Okay, so what was explained to me was once we have all the tickets/tasks numbered up, in the first sprint (lets say a week) we will do as much as possible - maybe covering and clearing 10 points - so from there we will be able to start estimating the project time, as we know it took us a week...so on and so forth...

The sprint week (for example) will have a planning meeting at the start of the week, a planning 2 (or a grooming) meeting half way through the week (where necessary) and a retro at the end of the week where the productivity can be discussed and look at any issues which could be possible blockers moving forward...

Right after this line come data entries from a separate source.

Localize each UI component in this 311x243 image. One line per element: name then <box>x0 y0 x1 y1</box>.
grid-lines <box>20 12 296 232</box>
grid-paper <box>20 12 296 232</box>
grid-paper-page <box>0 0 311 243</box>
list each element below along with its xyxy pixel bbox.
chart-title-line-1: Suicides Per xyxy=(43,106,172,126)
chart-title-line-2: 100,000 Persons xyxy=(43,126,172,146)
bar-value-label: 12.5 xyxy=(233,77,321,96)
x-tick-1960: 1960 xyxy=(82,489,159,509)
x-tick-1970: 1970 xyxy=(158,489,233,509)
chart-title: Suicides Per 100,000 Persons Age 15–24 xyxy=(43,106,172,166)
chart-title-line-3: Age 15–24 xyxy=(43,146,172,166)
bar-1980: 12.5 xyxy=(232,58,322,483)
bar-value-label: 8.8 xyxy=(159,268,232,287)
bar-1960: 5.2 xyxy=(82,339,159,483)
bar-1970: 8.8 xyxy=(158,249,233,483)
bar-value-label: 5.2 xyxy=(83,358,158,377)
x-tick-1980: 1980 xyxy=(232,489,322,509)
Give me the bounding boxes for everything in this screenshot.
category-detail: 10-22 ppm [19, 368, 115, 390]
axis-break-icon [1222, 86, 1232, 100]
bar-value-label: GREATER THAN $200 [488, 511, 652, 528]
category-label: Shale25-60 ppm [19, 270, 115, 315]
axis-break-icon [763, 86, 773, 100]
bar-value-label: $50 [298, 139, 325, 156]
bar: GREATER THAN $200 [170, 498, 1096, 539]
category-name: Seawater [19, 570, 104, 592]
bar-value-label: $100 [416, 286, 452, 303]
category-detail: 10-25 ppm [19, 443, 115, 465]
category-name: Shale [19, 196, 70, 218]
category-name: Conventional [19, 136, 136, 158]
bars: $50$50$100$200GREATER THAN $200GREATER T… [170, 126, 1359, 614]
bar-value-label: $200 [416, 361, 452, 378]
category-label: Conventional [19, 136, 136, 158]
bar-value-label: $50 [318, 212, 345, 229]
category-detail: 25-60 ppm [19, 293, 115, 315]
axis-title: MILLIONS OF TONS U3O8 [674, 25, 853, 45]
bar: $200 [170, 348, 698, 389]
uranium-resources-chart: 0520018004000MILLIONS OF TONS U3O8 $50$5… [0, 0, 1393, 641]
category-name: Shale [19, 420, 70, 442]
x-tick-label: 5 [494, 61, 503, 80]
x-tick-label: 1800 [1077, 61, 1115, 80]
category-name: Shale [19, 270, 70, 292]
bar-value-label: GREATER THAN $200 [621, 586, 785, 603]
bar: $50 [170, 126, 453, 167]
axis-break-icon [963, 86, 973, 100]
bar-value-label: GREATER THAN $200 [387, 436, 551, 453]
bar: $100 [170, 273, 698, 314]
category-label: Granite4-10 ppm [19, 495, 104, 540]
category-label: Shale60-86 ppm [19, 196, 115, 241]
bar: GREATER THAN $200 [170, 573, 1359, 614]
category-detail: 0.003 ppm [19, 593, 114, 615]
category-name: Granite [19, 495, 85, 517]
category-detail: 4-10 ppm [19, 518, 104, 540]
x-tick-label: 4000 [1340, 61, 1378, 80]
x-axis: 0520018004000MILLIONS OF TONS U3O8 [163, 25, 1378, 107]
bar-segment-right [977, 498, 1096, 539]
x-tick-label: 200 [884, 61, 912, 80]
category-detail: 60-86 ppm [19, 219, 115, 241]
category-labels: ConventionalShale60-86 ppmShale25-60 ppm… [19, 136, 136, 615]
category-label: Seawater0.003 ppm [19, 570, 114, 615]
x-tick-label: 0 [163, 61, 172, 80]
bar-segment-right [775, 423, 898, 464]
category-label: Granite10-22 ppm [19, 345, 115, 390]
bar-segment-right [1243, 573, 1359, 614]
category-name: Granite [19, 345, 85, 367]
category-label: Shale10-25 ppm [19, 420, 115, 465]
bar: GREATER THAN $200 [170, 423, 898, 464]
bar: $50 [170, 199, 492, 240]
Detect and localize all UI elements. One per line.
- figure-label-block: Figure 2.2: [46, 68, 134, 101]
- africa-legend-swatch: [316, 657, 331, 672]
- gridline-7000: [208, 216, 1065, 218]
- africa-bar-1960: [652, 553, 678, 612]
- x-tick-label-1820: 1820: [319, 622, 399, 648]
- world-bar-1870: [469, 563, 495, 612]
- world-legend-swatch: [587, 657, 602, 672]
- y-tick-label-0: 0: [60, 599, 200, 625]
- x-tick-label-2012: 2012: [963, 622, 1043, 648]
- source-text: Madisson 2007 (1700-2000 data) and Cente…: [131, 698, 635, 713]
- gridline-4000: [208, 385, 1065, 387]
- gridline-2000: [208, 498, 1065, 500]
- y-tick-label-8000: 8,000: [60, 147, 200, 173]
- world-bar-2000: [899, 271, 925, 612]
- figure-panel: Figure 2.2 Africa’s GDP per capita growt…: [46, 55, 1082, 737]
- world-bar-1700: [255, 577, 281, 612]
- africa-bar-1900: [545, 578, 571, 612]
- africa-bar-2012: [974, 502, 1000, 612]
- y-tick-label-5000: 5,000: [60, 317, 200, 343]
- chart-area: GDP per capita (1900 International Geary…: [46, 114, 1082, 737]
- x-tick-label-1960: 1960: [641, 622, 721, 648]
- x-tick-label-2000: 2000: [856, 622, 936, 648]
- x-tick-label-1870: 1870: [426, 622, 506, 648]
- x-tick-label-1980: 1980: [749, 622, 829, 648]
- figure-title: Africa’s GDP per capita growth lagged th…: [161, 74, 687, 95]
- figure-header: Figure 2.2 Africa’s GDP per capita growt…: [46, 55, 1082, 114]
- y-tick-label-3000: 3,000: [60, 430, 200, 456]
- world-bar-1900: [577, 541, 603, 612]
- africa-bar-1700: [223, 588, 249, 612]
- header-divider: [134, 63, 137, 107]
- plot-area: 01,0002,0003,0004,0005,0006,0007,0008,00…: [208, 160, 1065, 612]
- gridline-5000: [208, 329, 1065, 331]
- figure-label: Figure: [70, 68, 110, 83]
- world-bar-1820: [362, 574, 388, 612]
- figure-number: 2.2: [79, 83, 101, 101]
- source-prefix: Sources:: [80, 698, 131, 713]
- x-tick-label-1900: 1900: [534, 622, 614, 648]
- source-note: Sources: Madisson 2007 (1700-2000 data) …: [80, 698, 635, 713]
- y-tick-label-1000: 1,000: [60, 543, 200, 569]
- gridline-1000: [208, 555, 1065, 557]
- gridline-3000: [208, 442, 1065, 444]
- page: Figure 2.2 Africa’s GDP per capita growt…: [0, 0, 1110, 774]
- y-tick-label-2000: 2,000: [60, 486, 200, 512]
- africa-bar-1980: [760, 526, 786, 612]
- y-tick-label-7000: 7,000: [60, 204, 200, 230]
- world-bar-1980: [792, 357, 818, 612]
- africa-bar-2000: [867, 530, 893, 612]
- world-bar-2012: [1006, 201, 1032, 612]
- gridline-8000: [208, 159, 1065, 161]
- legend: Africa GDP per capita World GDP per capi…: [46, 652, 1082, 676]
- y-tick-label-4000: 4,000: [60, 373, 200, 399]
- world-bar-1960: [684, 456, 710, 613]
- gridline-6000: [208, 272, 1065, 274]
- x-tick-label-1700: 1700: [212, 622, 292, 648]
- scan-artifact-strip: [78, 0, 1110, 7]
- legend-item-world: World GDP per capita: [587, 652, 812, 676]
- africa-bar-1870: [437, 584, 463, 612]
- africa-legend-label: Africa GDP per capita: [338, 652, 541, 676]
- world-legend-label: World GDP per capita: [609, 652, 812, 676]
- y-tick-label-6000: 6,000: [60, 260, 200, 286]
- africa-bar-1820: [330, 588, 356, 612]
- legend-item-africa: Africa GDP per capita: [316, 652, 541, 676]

So, the number of Story points to be done in a week is built up over time. Unless you are a team which has been doing agile this way for a while and you already know your estimates are accurate...thats how we are going to do this next project :D
 
LOL! Just had a meeting and all this was explained to me - Planning Poker, that numbering/points system that can be used (1,2,3,5,8,13 etc), Vertical slicing etc :D

Okay, so what was explained to me was once we have all the tickets/tasks numbered up, in the first sprint (lets say a week) we will do as much as possible - maybe covering and clearing 10 points - so from there we will be able to start estimating the project time, as we know it took us a week...so on and so forth...

The sprint week (for example) will have a planning meeting at the start of the week, a planning 2 (or a grooming) meeting half way through the week (where necessary) and a retro at the end of the week where the productivity can be discussed and look at any issues which could be possible blockers moving forward...

So, the number of Story points to be done in a week is built up over time. Unless you are a team which has been doing agile this way for a while and you already know your estimates are accurate...thats how we are going to do this next project :D
Argm, forum error! lost my reply. GRRR!

Anyway, yeah, that's right. You should take the velocity from the burn down chart and use that to aid in selecting what stories to take into the next sprint based on the sprint size, velocity and story points.

It would be interesting to see if velocity works out about the same over a series of projects. It probably won't though, which makes the initial estimate on project length hard.
 
Argm, forum error! lost my reply. GRRR!

Anyway, yeah, that's right. You should take the velocity from the burn down chart and use that to aid in selecting what stories to take into the next sprint based on the sprint size, velocity and story points.

It would be interesting to see if velocity works out about the same over a series of projects. It probably won't though, which makes the initial estimate on project length hard.

We have 3 big projects coming up in the next few weeks and I believe we are going to use this technique (Its new to me and I am lead tester on all of them :eek:) So I can probably let you know :)
 
Agile is a framework though. You don't need to implement every aspect of what doesn't make sense if your business. Offering key pieces of functionality, or something useable per sprint to the user / customer is the ideal, but then your sprints don't HAVE to be 2 weeks.

You don't have to do scrum, kanban etc. to the nose, it's taking agile as what it is, a set of tools to help you make sense of your work and better manage changing projects in manageable chunks.

EDIT: I'm in the process of studying for my PMI ACP.